Eve Plumb's Painting Career
Less discussed but genuinely part of her income picture: Plumb is a working still-life painter. Her artwork has been exhibited in galleries across the United States. Specific sales figures aren't publicly disclosed, so the exact financial contribution is unclear but it's a real, ongoing secondary income stream rather than a casual hobby.
What's often overlooked is how this kind of creative diversification works in practice. Former actors who develop marketable skills outside performance tend to maintain more stable income profiles over time, particularly during gaps between acting roles. Plumb's Eve Plumb painting career appears to function that way not unlike how Ben Williams has built supplemental income streams alongside a primary public career.
Personal Life
Plumb was born on April 29, 1958, in Burbank, California, to parents Neely and Flora Plumb. She has a sister, Flora, and a brother, Ben. She married Ken Pace, a business and technology consultant, in 1995. The couple has no children and splits time between New York City and Los Angeles. She previously lived in Laguna Beach, where she served on the city's Design Review Board.
Conclusion
Eve Plumb's $6 million net worth reflects five decades of consistent work, not a single windfall. Real estate particularly the Malibu sale did the most financial work. Acting provided longevity. Painting added a secondary income stream. The Brady Bunch gave her a platform. It didn't pay the bills long-term.
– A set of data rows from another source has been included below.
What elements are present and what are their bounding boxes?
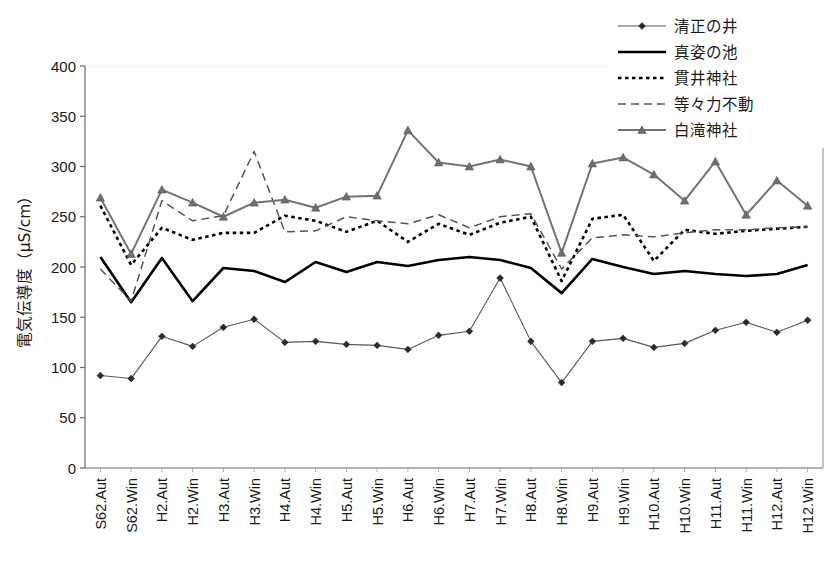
x-tick-label: H8.Aut (523, 478, 539, 522)
x-tick-label: S62.Aut (93, 478, 109, 530)
y-tick-label: 150 (51, 309, 76, 326)
legend-item-label: 真姿の池 (674, 44, 738, 62)
x-tick-label: H9.Win (616, 478, 632, 526)
x-tick-label: H9.Aut (585, 478, 601, 522)
y-tick-label: 50 (59, 409, 76, 426)
x-tick-label: H5.Win (370, 478, 386, 526)
y-tick-label: 400 (51, 58, 76, 75)
x-tick-label: H5.Aut (339, 478, 355, 522)
x-tick-label: H2.Aut (154, 478, 170, 522)
x-tick-label: H3.Aut (216, 478, 232, 522)
x-tick-label: H7.Win (493, 478, 509, 526)
legend-item-label: 白滝神社 (674, 122, 738, 140)
x-tick-label: H10.Win (677, 478, 693, 534)
x-tick-label: H12.Aut (769, 478, 785, 530)
x-tick-label: H4.Win (308, 478, 324, 526)
x-tick-label: H8.Win (554, 478, 570, 526)
x-tick-label: H6.Win (431, 478, 447, 526)
chart-container: 050100150200250300350400電気伝導度（μS/cm）S62.… (0, 0, 833, 563)
x-tick-label: H12.Win (800, 478, 816, 534)
x-tick-label: H4.Aut (277, 478, 293, 522)
chart-legend: 清正の井真姿の池貫井神社等々力不動白滝神社 (608, 10, 830, 148)
y-axis-title: 電気伝導度（μS/cm） (16, 188, 34, 349)
x-tick-label: H6.Aut (400, 478, 416, 522)
y-tick-label: 300 (51, 158, 76, 175)
x-tick-label: H7.Aut (462, 478, 478, 522)
x-tick-label: S62.Win (124, 478, 140, 533)
y-tick-label: 250 (51, 208, 76, 225)
y-tick-label: 200 (51, 259, 76, 276)
y-tick-label: 350 (51, 108, 76, 125)
x-tick-label: H3.Win (247, 478, 263, 526)
y-tick-label: 0 (68, 460, 76, 477)
line-chart: 050100150200250300350400電気伝導度（μS/cm）S62.… (0, 0, 833, 563)
legend-item-label: 貫井神社 (674, 70, 738, 88)
x-tick-label: H11.Win (739, 478, 755, 533)
x-tick-label: H11.Aut (708, 478, 724, 529)
y-tick-label: 100 (51, 359, 76, 376)
x-tick-label: H2.Win (185, 478, 201, 526)
x-tick-label: H10.Aut (646, 478, 662, 530)
legend-item-label: 等々力不動 (674, 96, 754, 114)
legend-item-label: 清正の井 (674, 18, 738, 36)
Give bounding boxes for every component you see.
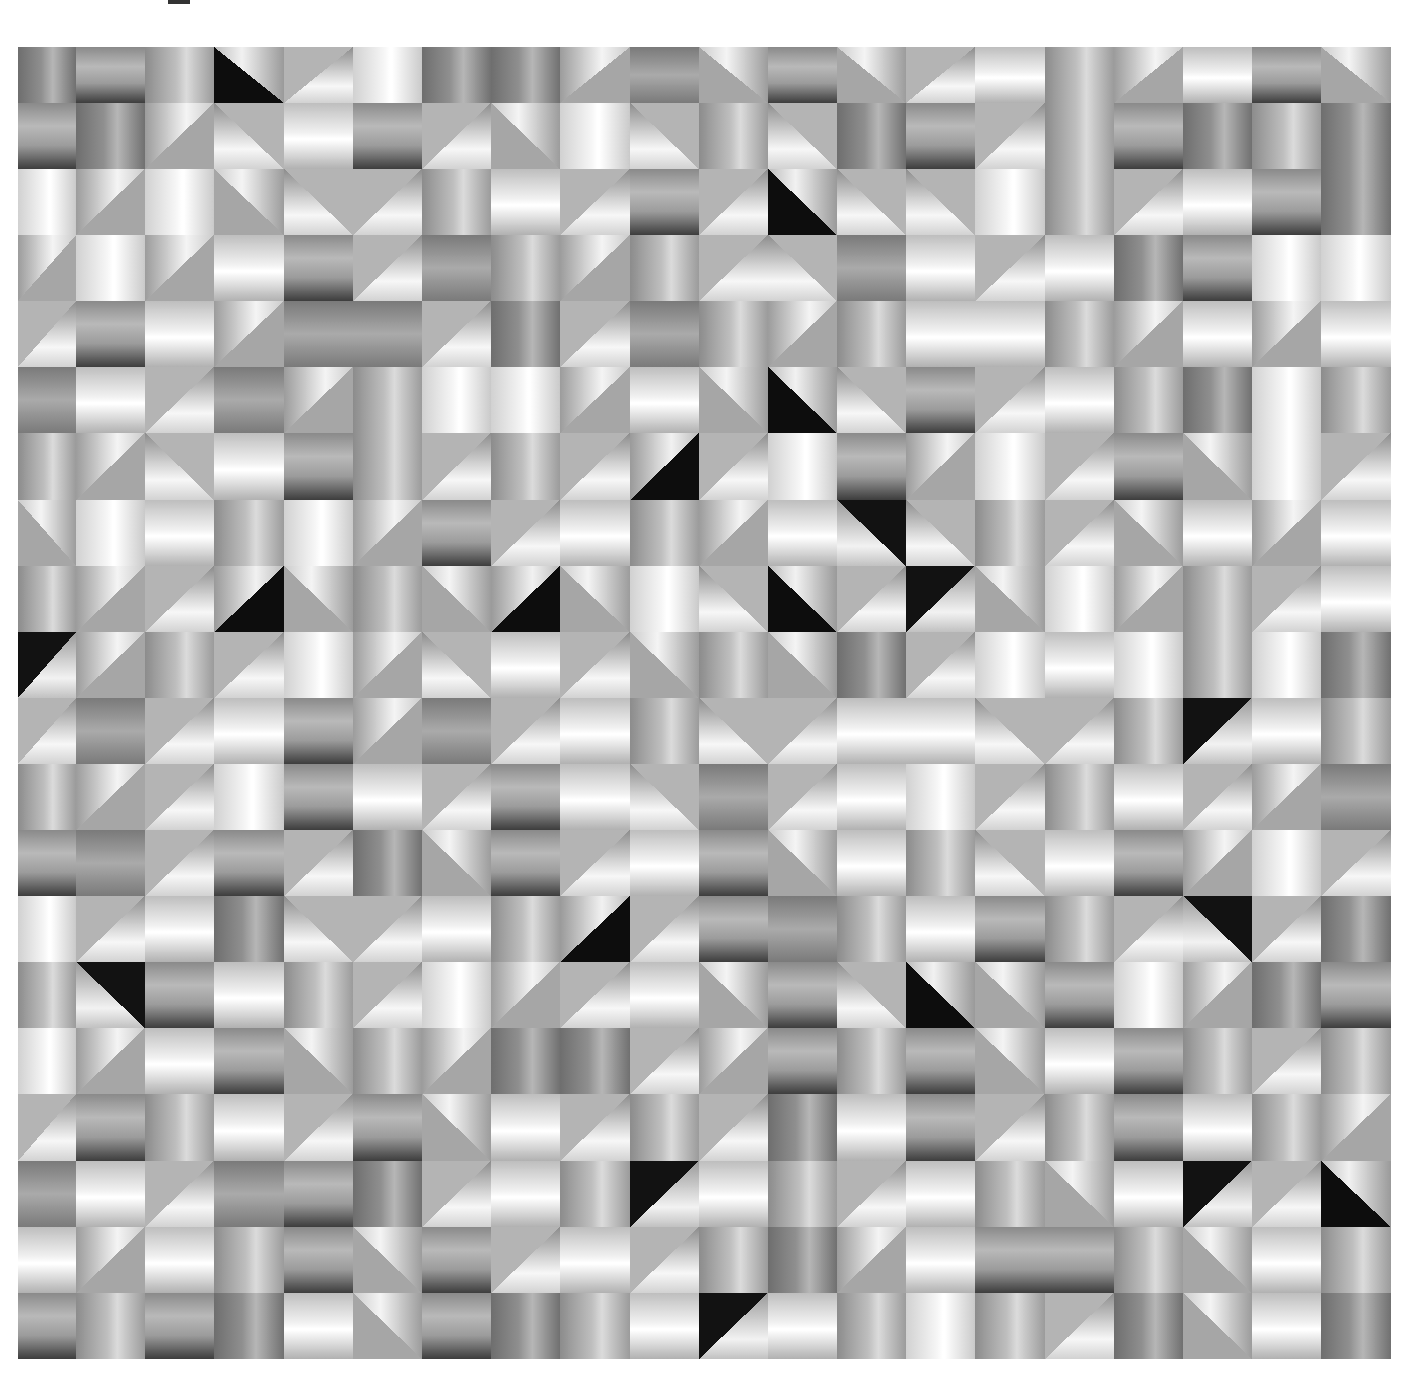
tile-vertical-gradient-mid xyxy=(1045,896,1114,962)
tile-vertical-gradient-dark xyxy=(1321,1293,1390,1359)
tile-horizontal-gradient-dark-bottom xyxy=(1114,1028,1183,1094)
tile-vertical-gradient-mid xyxy=(214,1227,283,1293)
tile-diagonal-split-down-right xyxy=(975,1094,1044,1160)
tile-diagonal-split-up-right xyxy=(699,47,768,103)
tile-horizontal-gradient-dark-bottom xyxy=(1321,962,1390,1028)
tile-horizontal-gradient-light xyxy=(1045,632,1114,698)
tile-vertical-gradient-mid xyxy=(837,1293,906,1359)
tile-horizontal-gradient-gray xyxy=(76,698,145,764)
tile-horizontal-gradient-gray xyxy=(18,1161,76,1227)
tile-diagonal-split-down-right xyxy=(18,1094,76,1160)
tile-vertical-gradient-dark xyxy=(1183,103,1252,169)
tile-dark-triangle-up-left xyxy=(491,566,560,632)
tile-vertical-gradient-mid xyxy=(1321,1028,1390,1094)
tile-vertical-gradient-light xyxy=(1252,235,1321,301)
tile-diagonal-split-up-left xyxy=(76,169,145,235)
tile-horizontal-gradient-dark-bottom xyxy=(76,47,145,103)
tile-diagonal-split-up-left xyxy=(560,367,629,433)
tile-diagonal-split-up-left xyxy=(560,47,629,103)
tile-diagonal-split-down-right xyxy=(491,500,560,566)
tile-vertical-gradient-mid xyxy=(699,103,768,169)
tile-horizontal-gradient-light xyxy=(491,632,560,698)
tile-vertical-gradient-dark xyxy=(1321,632,1390,698)
tile-diagonal-split-up-left xyxy=(1183,830,1252,896)
tile-vertical-gradient-light xyxy=(145,169,214,235)
tile-vertical-gradient-mid xyxy=(1045,103,1114,169)
tile-diagonal-split-down-right xyxy=(353,962,422,1028)
tile-horizontal-gradient-light xyxy=(630,1293,699,1359)
tile-horizontal-gradient-dark-bottom xyxy=(422,500,491,566)
tile-dark-triangle-down-left xyxy=(1183,896,1252,962)
tile-horizontal-gradient-dark-bottom xyxy=(1045,962,1114,1028)
tile-vertical-gradient-mid xyxy=(145,632,214,698)
tile-vertical-gradient-mid xyxy=(145,47,214,103)
tile-diagonal-split-down-right xyxy=(491,698,560,764)
tile-dark-triangle-down-right xyxy=(18,632,76,698)
tile-diagonal-split-up-right xyxy=(1183,433,1252,499)
tile-diagonal-split-down-left xyxy=(422,632,491,698)
tile-horizontal-gradient-dark-bottom xyxy=(284,1227,353,1293)
tile-horizontal-gradient-dark-bottom xyxy=(630,169,699,235)
tile-vertical-gradient-mid xyxy=(975,1293,1044,1359)
tile-vertical-gradient-dark xyxy=(18,47,76,103)
tile-vertical-gradient-mid xyxy=(1045,1094,1114,1160)
tile-horizontal-gradient-dark-bottom xyxy=(1114,1094,1183,1160)
tile-horizontal-gradient-light xyxy=(214,1094,283,1160)
tile-dark-triangle-up-right xyxy=(768,169,837,235)
tile-diagonal-split-up-right xyxy=(837,47,906,103)
tile-horizontal-gradient-light xyxy=(1183,500,1252,566)
tile-diagonal-split-up-right xyxy=(699,367,768,433)
tile-horizontal-gradient-light xyxy=(906,301,975,367)
tile-horizontal-gradient-light xyxy=(214,235,283,301)
tile-dark-triangle-down-right xyxy=(906,566,975,632)
tile-horizontal-gradient-gray xyxy=(18,367,76,433)
tile-diagonal-split-down-right xyxy=(18,301,76,367)
tile-vertical-gradient-mid xyxy=(18,433,76,499)
tile-horizontal-gradient-dark-bottom xyxy=(145,1293,214,1359)
tile-vertical-gradient-dark xyxy=(1321,103,1390,169)
tile-vertical-gradient-mid xyxy=(353,566,422,632)
tile-diagonal-split-up-left xyxy=(353,632,422,698)
tile-vertical-gradient-mid xyxy=(837,1028,906,1094)
tile-diagonal-split-up-right xyxy=(630,632,699,698)
tile-vertical-gradient-mid xyxy=(560,1161,629,1227)
tile-diagonal-split-down-right xyxy=(699,1094,768,1160)
tile-diagonal-split-up-right xyxy=(699,962,768,1028)
tile-vertical-gradient-mid xyxy=(630,1094,699,1160)
tile-horizontal-gradient-gray xyxy=(422,235,491,301)
tile-horizontal-gradient-dark-bottom xyxy=(768,962,837,1028)
tile-horizontal-gradient-light xyxy=(18,1227,76,1293)
tile-horizontal-gradient-dark-bottom xyxy=(1114,433,1183,499)
tile-vertical-gradient-light xyxy=(975,632,1044,698)
tile-horizontal-gradient-dark-bottom xyxy=(906,1028,975,1094)
tile-vertical-gradient-mid xyxy=(1045,301,1114,367)
tile-dark-triangle-down-left xyxy=(837,500,906,566)
tile-diagonal-split-down-right xyxy=(768,764,837,830)
tile-horizontal-gradient-dark-bottom xyxy=(422,1227,491,1293)
tile-dark-triangle-up-right xyxy=(214,47,283,103)
tile-diagonal-split-down-right xyxy=(768,698,837,764)
tile-diagonal-split-down-right xyxy=(1252,1028,1321,1094)
tile-diagonal-split-down-right xyxy=(284,1094,353,1160)
tile-horizontal-gradient-light xyxy=(145,1028,214,1094)
tile-horizontal-gradient-dark-bottom xyxy=(353,1094,422,1160)
tile-vertical-gradient-mid xyxy=(76,1293,145,1359)
tile-vertical-gradient-mid xyxy=(1252,103,1321,169)
tile-diagonal-split-up-right xyxy=(422,830,491,896)
tile-vertical-gradient-mid xyxy=(491,235,560,301)
tile-vertical-gradient-light xyxy=(906,1293,975,1359)
tile-diagonal-split-up-right xyxy=(560,566,629,632)
tile-vertical-gradient-mid xyxy=(699,301,768,367)
tile-diagonal-split-down-right xyxy=(145,367,214,433)
tile-diagonal-split-up-right xyxy=(284,566,353,632)
tile-diagonal-split-up-right xyxy=(975,962,1044,1028)
tile-vertical-gradient-dark xyxy=(353,1161,422,1227)
tile-vertical-gradient-dark xyxy=(491,1293,560,1359)
tile-horizontal-gradient-dark-bottom xyxy=(284,235,353,301)
tile-vertical-gradient-light xyxy=(975,169,1044,235)
tile-horizontal-gradient-light xyxy=(1252,1293,1321,1359)
tile-horizontal-gradient-light xyxy=(214,962,283,1028)
tile-diagonal-split-down-right xyxy=(1252,566,1321,632)
tile-vertical-gradient-mid xyxy=(1114,367,1183,433)
tile-horizontal-gradient-dark-bottom xyxy=(353,103,422,169)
Frequently Asked Questions
What is Eve Plumb's net worth in 2026?
Estimated at approximately $6 million, with a range of $5 million to $7 million across sources. This is an estimate — no verified public financial disclosure exists.
Did Eve Plumb earn money from Brady Bunch reruns?
No. Residual payments under her contract covered only the first ten reruns per episode, which were exhausted by around 1979. She receives no ongoing syndication income.
What was Eve Plumb's salary on The Brady Bunch?
Approximately $1,100 per week at the show's peak — roughly equivalent to $8,500 per week in today's dollars.
What was her most profitable financial decision?
Buying a Malibu beachfront home for ~$55,000 in 1969 and selling it in 2016 for $3.9 million.
How does Eve Plumb earn money today?
Through selective acting roles, painting sales, and rental income from New York City properties.